There are a few caveats to consider. One is that many studies that determine BBB permeability use markers such as inulin, albumen, EDTA or other small molecules. The IgG antibodies are at least an order of magnitude or more greater in weight than these compounds, and thus the permeability relative to IgGs may be overestimated. As the use of monoclonal antibodies as therapeutic agents is relatively new, there is not much information available on possible sex differences or species differences in their pharmacokinetics (46). In general, the behavior of therapeutic monoclonal antibodies can still be considered a class property of IgGs, since their behavior is similar to that of the endogenous counterpart IgG (46). Importantly, in the present study, the plasma/CSF ratios observed in the present study are in line with reported clinical ratios, as described above. There does not appear to be any clinically important sex differences in pharmacokinetics of monoclonal antibodies (47).
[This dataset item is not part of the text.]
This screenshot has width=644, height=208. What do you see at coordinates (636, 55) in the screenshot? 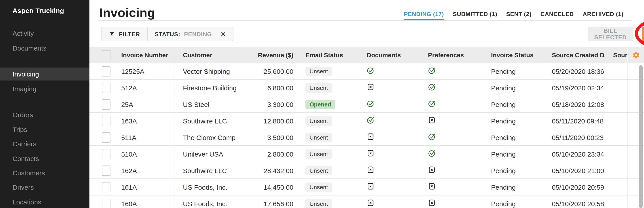
I see `column-settings-gear-icon` at bounding box center [636, 55].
In summary, the present investigation shows the presence of galcanezumab in peripheral and central tissue within 24 hours of subcutaneous injection, which persists for over 168 hours. Both dura and TG show considerable uptake of galcanezumab, consistent with that observed in peripheral tissue and indicative of residing outside the BBB. There was a low level of access of galcanezumab into the CNS, which is consistent with literature values available for other IgG proteins. The distribution and time-course of uptake of galcanezumab was not different from that of the IgG control. Although the central levels of galcanezumab were relatively low, a central site of action for the observed clinical efficacy cannot be excluded.
Article highlights
Galcanezumab is found in all tissue with 24 hours of subcutaneous injection and persists for >168 hours. Less than 1% of plasma levels of galcanezumab access the CNS. The distribution of antibody into the dura mater and the trigeminal ganglia is more similar to that of a highly innervated peripheral tissue (i.e. spleen) than of brain tissue.
Footnotes
Acknowledgements
The authors thank Michael H. Ossipov and Teri Tucker of Syneos Health for their help with writing, editing, and formatting the manuscript. Eli Lilly and Company contracted Syneos Health for writing and editorial services.
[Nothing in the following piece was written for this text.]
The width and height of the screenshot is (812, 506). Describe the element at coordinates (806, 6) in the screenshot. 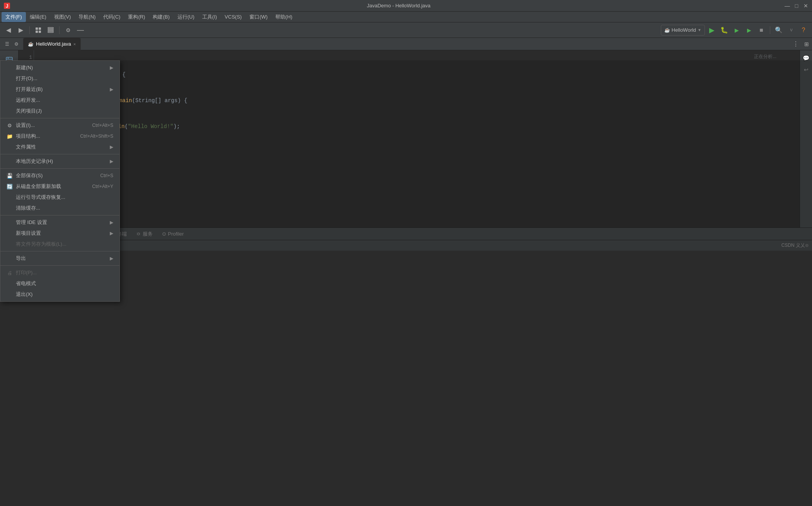

I see `close-button: ✕` at that location.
Declaration of conflicting interests
The authors declared the following potential conflicts of interest with respect to the research, authorship, and/or publication of this article: KWJ, SMM, and MPJ are employees of Eli Lilly and Company and own stock in the company. VJW was employed by Eli Lilly and Company at the time the study was conducted.
Funding
The authors disclosed receipt of the following financial support for the research, authorship, and/or publication of this article: The trial was sponsored by Eli Lilly and Company.